Why I should have seen it already:
The Graduate is a product of the disillusioned youth of its time, boasts a hit music single, and is AFI’s seventh greatest film of all time. It’s also Dustin Hoffman’s breakthrough role.
Now that I have:
Meet Benjamin Braddock (Dustin Hoffman). He’s just graduated from college with honors. His super rich parents are proud of him and all his achievements. They buy him a new car! They buy him a SCUBA diving suit! He doesn’t have to work and spends his time thinking about what graduate school he wants to go to while drinking beer and hanging out by the pool. He doesn’t have a care in the world.
Naturally, he is miserable.
Ben is portrayed by Hoffman as a quiet, polite, respectful, but overly emotional dude. A lot of the comedy comes from him awkwardly dealing with his parents super happy friends. Then one of his parents super happy friends starts seducing him. The famous Mrs. Robinson (Anne Bancroft)!
Fortunately, Mr. Robinson shows up to interrupt the seduction. Clueless about what his wife is up to, he talks to Ben about how he shouldn’t be tied down during this point of his life, how he should be having as much sex with as many women as possible. Ho! Irony! Then he suggests that Ben should go on a date with his daughter. Ho! –Wait, what?
Ben originally is skeeved out by Mrs. Robinson’s advances but after getting an awesome SCUBA suit from his parents (Man, I only got a couple of shirts for my 21st birthday!) he decides his life is dumb and he should just have sex with the lady.
What follows is the rest of a movie about a couple having an affair. They realize they have nothing in common and the affair is only distracting each other from their own unhappiness. The End.
But THEN, another movie starts up right away. It’s a wacky romantic comedy, but the director made the mistake of using the same characters from the first film. Also, in this second film, Ben turns insane.
He follows Mrs. Robinson’s daughter Elaine (Katharine Ross) back to her college after a single date, hoping to marry her. This is after she finds out about his affair with her mother. Elaine is originally very frowny with Ben because Mrs. Robinson told Elaine that he raped her. Ben goes “Nuh-uh, she was asking me for it,” and Elaine decides to believe the crazy-possibly-a-rapist-stalker over her own mom.
Then a bunch of people start breaking into Ben’s bedroom for various reasons. My favorite being Mr. Robinson, who manages to both yell at and be scared of Ben. Anyway, turns out Elaine’s going to get married. This is the very day after she told Ben she might marry him!
Elaine is also insane.
Realizing this, Ben knows that he and her were meant for each other and drives to her wedding. He gets there too late to stop the marriage but not too late to cause a scene and starts tapping on an window really quickly. And he yells. This combination of tapping and yelling is just the thing Elaine has been looking for in a man her whole life. She looks around to her family and new husband and sees they are all busy making silly faces. So she decides to leave them to their craft and runs after Ben.
Ben beats up Elaine’s dad. Elaine gets smacked in the face by her mom. It is the perfect wedding.
Then Ben uses a cross to lock everyone in the church so he and Elaine can escape. They get on a bus, like right away, because apparently at this town buses are running at two minute intervals, and drive off to parts unknown. The film ends with the classic scene of Ben and Elaine coming down from their euphoric high and realizing they don’t know what to do next.
The Verdict:
It’s a shame the movie get’s so concerned with romance in the third act. Ben’s love for Elaine is never believable. They go on a single date, during which he takes her to a stripper bar, makes her cry, they kiss, eat hamburgers, and Ben says he likes talking to her.
Strippers and hamburgers is all there is to their relationship!
Ben’s relationship with Mrs. Robinson was far more interesting and I wanted to see more of them. The best scenes of this film were of those two, Ben awkwardly dealing with Mrs. Robinson’s pragmatic attitude. There’s a scene of them lying in bed talking about Mrs. Robinson’s marriage that makes the film in my opinion. Hoffman and Bancroft really do great things with these characters. It’s a huge bummer the film turns Mrs. Robinson into a wicked mother character once Ben turns crazy.
You can’t really blame her for wanting to keep Ben from her daughter. After all: Ben is insane. It’s hard to look at her actions and think “Man, what a witch” like the film wants you to.
The directing of this film is the weakest component if you ask me. Certain scenes are staged in really rigid, distant ways. It makes the whole scene feel out of sync with the rest of the film.
I really liked this movie until Elaine was introduced.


## [Your assignment]
Work through the entries below and show every line in which "pixels" is found.

## [Input data]
BEGIN

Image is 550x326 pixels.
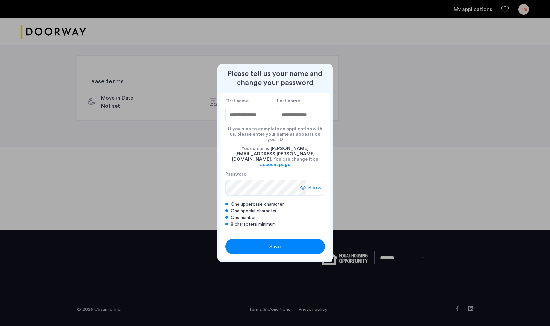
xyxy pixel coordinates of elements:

END
BEGIN

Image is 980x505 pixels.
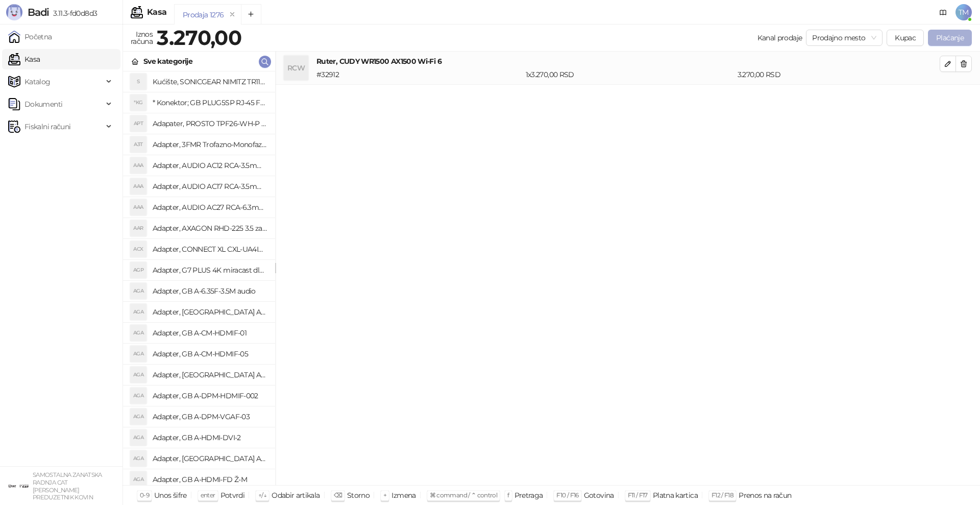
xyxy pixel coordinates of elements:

END
BEGIN

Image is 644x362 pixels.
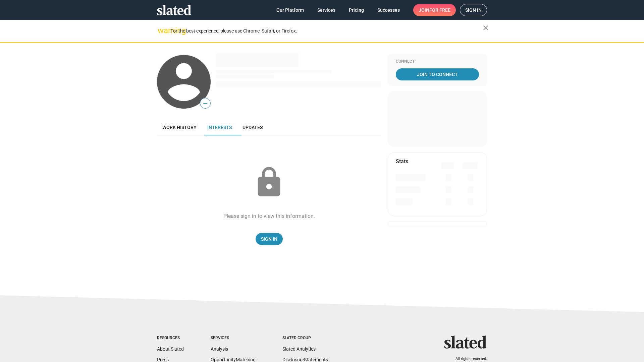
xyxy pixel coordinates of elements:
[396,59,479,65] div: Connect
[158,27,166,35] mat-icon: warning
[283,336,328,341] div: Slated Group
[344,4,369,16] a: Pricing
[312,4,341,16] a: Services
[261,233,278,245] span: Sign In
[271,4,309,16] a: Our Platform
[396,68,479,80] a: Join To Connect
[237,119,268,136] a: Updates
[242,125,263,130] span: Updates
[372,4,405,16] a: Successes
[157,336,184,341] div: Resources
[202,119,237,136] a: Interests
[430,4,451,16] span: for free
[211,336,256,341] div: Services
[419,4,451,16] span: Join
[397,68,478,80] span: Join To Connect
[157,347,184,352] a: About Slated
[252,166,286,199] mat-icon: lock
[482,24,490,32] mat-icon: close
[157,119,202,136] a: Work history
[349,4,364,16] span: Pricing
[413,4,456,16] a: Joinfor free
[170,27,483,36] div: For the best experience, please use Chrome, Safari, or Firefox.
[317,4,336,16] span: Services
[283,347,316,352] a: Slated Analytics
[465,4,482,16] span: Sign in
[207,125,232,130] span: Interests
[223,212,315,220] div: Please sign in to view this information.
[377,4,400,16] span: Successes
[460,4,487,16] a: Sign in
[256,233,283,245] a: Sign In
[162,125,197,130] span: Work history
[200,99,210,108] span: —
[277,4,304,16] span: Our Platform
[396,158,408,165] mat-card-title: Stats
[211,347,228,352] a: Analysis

END

## [Your solution]
Image is 550x326 pixels.
Image is 980x505 pixels.
Image is 644x362 pixels.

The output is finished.